Today's tiny painting of a menorah. Click to enlarge.
I'd taken a recreational dose of pseudoephedrine in hopes it would give me the energy and focus to redo the way I encrypt a secret that my ESP8266 Remote firmware passes in plaintext to the backend, which the backend then uses to confirm that the data being sent is legitimate. But I never got around to it. Instead I ended up mostly lying on the beanbag watching YouTube videos in the laboratory. Gretchen was gone for most the afternoon and evening, and I took advantage of that to walk the dogs in a loop west of the Farm Road. (Unfortunately, with this particular pair of dogs, they will not walk with me if Gretchen is around.)
I rarely see the shouty mess that the World Wide Web has become in the past twenty years because I, like anyone with any sense, use an ad blocker. The one I use is an extension called uBlock Origin, and it works great, even stripping ads out of YouTube (something it's doubtful I would watch without it).

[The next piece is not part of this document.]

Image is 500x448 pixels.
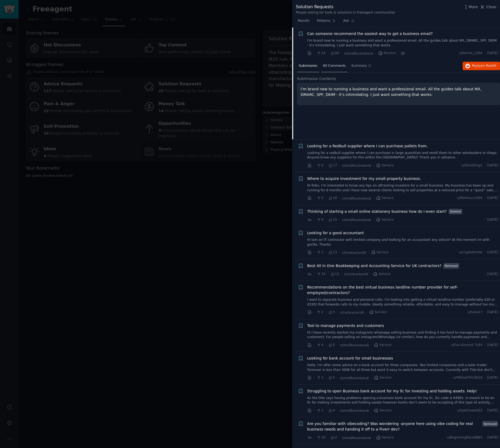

But Google, an increasingly malevolent actor in the world, has decided that uBlock Origin has to go. Recently they changed their "policy," forcing all extensions to adhere to a framework called Extension Manifest V3. This manifest doesn't allow uBlock Origin to do what it needs to do, so it ends up disabled. After a reboot today (Central Hudson had caused a brief power outage while installing utility poles down the hill on Dug Hill Road), Chrome on Woodchuck (my main workstation) said that uBlock Origin (and a number of other Chrome extensions) had been disabled due to their not following best practices or some such bullshit. So I tried an extension called uBlock Origin Lite, but I only lived with it for an hour or two before I found the intrusive ads it was letting through unaccepable. In particular, I was now seeing an incredibly annoying ad at the beginning of every YouTube video selling, get this, a different ad blocker. So I did some searching (in DuckDuckGo) and found a registry hack that allows Chrome to use the older ManifestV2 until at least June. After that, I might have to switch to using Firefox, a browser I haven't used as a daily driver in 15 years. But a web experience cluttered with scammy advertisements is not something I will tolerate.